E
emacmommy
I am going to pose a series of questions about judgements on Level 4 vault, picking the Code of Points apart. I'm a coach, and if you've followed any of my posts the last few years I'm rather judgemental myself at the lack of consistency in our state's judges. Rather than ranting... I'm actually going to give our state's judges kudo's for their attempt to bring the consistency of their judging into line with the rest of the nation, or at least our neighboring state... Colorado. However, now I'm perplexed at some vault scores. Yes, I will probably be asking our judges after this next home meet of ours some specifics of what they've trained this year on looking for, but I thought it would benefit my "want to know more, now" mentality by posting a series of questions to the judges, and coaches if they know, on Chalkbox about how they've been trained to look or interpret things. Maybe ultimately I'll post a "guess that score" in a couple of days to a week. To give a quick back ground, I had gymnasts last year score mid 9.0's on vault, that are now scoring closer to 8.6 to 8.9. With that said...
Series #1: Run Deductions
There are three run deductions:
(sorry posting from home, don't have my COP in front of me, so paraphrasing)
Lack of acceleration..... up to 0.3
Lack of speed/power.... up to 0.3
Slowing run down before hitting board.... up to 0.3 (that one's severely paraphrased, can't remember the exact wording)
For me, most of those are straight-forward, however I feel a few of my gymnasts are getting nailed on their run. Their run is consistently moderate speed down the vault runway, but they don't usually slow down. We run straight and hard from right out of the blocks to the board. I admit many have poor arm form to run, held correct at 90* but not full range of motion, hence not full stretched out steps, but for most L4 runners out their they aren't horrible in comparison. My question is this...
Should I purposely slow their run start down, kind of like with two/three bounding-like steps, and then have them speed up to their full speed. I'm a believer in full speed all the way through, that's what I was taught. Should I play to the requirement of showing acceleration? What are the adverse dangers of "staging" that?
Series #1: Run Deductions
There are three run deductions:
(sorry posting from home, don't have my COP in front of me, so paraphrasing)
Lack of acceleration..... up to 0.3
Lack of speed/power.... up to 0.3
Slowing run down before hitting board.... up to 0.3 (that one's severely paraphrased, can't remember the exact wording)
For me, most of those are straight-forward, however I feel a few of my gymnasts are getting nailed on their run. Their run is consistently moderate speed down the vault runway, but they don't usually slow down. We run straight and hard from right out of the blocks to the board. I admit many have poor arm form to run, held correct at 90* but not full range of motion, hence not full stretched out steps, but for most L4 runners out their they aren't horrible in comparison. My question is this...
Should I purposely slow their run start down, kind of like with two/three bounding-like steps, and then have them speed up to their full speed. I'm a believer in full speed all the way through, that's what I was taught. Should I play to the requirement of showing acceleration? What are the adverse dangers of "staging" that?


## EXERCISE DIRECTIONS
Working through the lines below, return each one that holds "figure".

## SUPPLIED ENTRIES
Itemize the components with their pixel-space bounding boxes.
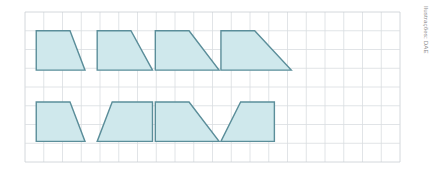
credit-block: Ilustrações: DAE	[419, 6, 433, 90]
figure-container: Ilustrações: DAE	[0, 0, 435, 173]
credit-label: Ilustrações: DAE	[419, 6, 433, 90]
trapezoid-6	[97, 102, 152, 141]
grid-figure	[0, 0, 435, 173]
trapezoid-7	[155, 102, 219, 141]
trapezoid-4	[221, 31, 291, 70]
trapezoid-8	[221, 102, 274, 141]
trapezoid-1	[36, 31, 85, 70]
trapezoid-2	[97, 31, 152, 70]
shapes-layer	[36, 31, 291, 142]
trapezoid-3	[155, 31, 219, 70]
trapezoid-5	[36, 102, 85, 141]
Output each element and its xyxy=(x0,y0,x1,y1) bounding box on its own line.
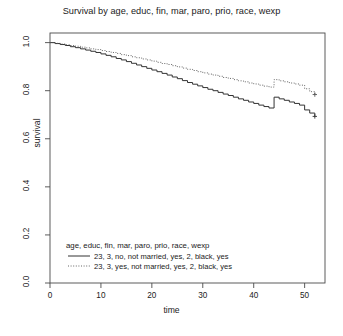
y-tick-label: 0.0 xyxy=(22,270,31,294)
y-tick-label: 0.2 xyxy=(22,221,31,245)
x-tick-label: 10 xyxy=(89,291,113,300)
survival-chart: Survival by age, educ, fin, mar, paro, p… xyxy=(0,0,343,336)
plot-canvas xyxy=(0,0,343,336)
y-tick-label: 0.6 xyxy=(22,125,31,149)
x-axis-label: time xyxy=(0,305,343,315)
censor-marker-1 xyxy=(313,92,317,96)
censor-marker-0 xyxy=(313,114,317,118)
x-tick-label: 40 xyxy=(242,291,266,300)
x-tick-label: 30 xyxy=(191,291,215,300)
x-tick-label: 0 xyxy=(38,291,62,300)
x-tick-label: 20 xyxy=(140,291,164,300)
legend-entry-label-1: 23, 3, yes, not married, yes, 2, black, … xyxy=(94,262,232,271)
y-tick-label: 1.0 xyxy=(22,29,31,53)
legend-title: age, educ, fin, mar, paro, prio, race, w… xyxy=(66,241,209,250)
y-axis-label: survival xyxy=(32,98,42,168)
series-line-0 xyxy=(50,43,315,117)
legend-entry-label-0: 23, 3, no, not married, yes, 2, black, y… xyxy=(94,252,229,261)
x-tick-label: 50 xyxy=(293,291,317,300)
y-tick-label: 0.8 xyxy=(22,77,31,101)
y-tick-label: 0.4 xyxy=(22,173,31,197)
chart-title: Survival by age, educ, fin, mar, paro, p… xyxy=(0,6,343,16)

## OUTPUT
figure-container: Ilustrações: DAE	[0, 0, 435, 173]
grid-figure	[0, 0, 435, 173]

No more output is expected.